For most general business environments, the performance impact of a well-configured IPS is negligible. However, in high-throughput environments, large enterprise networks, financial trading platforms, real-time communications infrastructure, or data centers processing millions of transactions per day, even small delays can have significant consequences.
Addressing this requires deliberate hardware and architectural planning. Deploying purpose-built IPS appliances with dedicated processing capacity, rather than relying on software-based solutions running on general hardware, significantly reduces latency.
Positioning IPS sensors strategically, inspecting traffic at key network segments rather than attempting to monitor everything at once, prevents processing bottlenecks. In cloud and hybrid environments, cloud-native IPS solutions are designed to scale horizontally with traffic demand, maintaining inspection performance without degrading throughput.

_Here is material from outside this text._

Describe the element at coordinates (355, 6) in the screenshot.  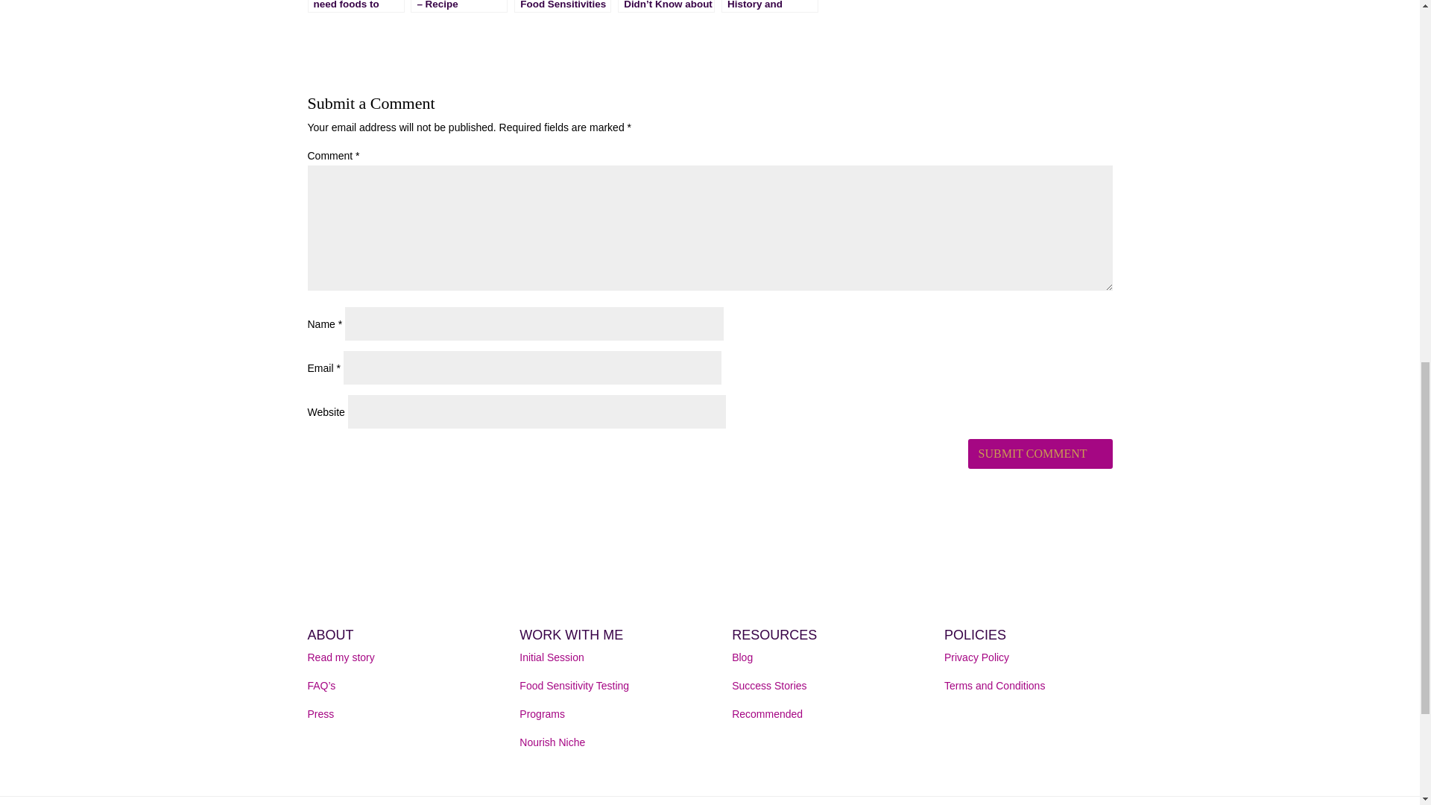
I see `You mean you need foods to sustain energy during exercise?` at that location.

Encrypted traffic challengesLink to heading

Encryption has become the default standard for internet traffic, with the vast majority of web communications now transmitted over HTTPS and other encrypted protocols. While this is a positive development for privacy and data security, it creates a direct problem for intrusion prevention systems.
An IPS that cannot see inside encrypted packets is essentially blind to any threats hidden within them. Malware delivered over HTTPS, command-and-control communications encrypted to avoid detection, and data exfiltration disguised as normal encrypted web traffic can all pass through a standard IPS without triggering a single alert.
The most common solution is SSL/TLS inspection, also referred to as TLS interception. The IPS decrypts incoming traffic, inspects the content, and re-encrypts it before forwarding it to its destination. This restores visibility into encrypted sessions and allows normal detection methods to apply.
However, TLS inspection introduces its own complications. It adds processing overhead that further impacts performance, raises legitimate privacy concerns, particularly for organizations subject to data protection regulations, and requires careful certificate management to function correctly without breaking encrypted connections.
Some organizations address this by applying TLS inspection selectively, targeting high-risk traffic categories or specific network segments rather than decrypting everything indiscriminately.
ConclusionLink to heading
An intrusion prevention system adds an active layer of defense by monitoring network activity continuously and responding to threats automatically before they spread across the environment. Whether deployed at the network edge, on endpoints, or across wireless infrastructure, IPS solutions help organizations reduce exposure to attacks and improve overall security resilience.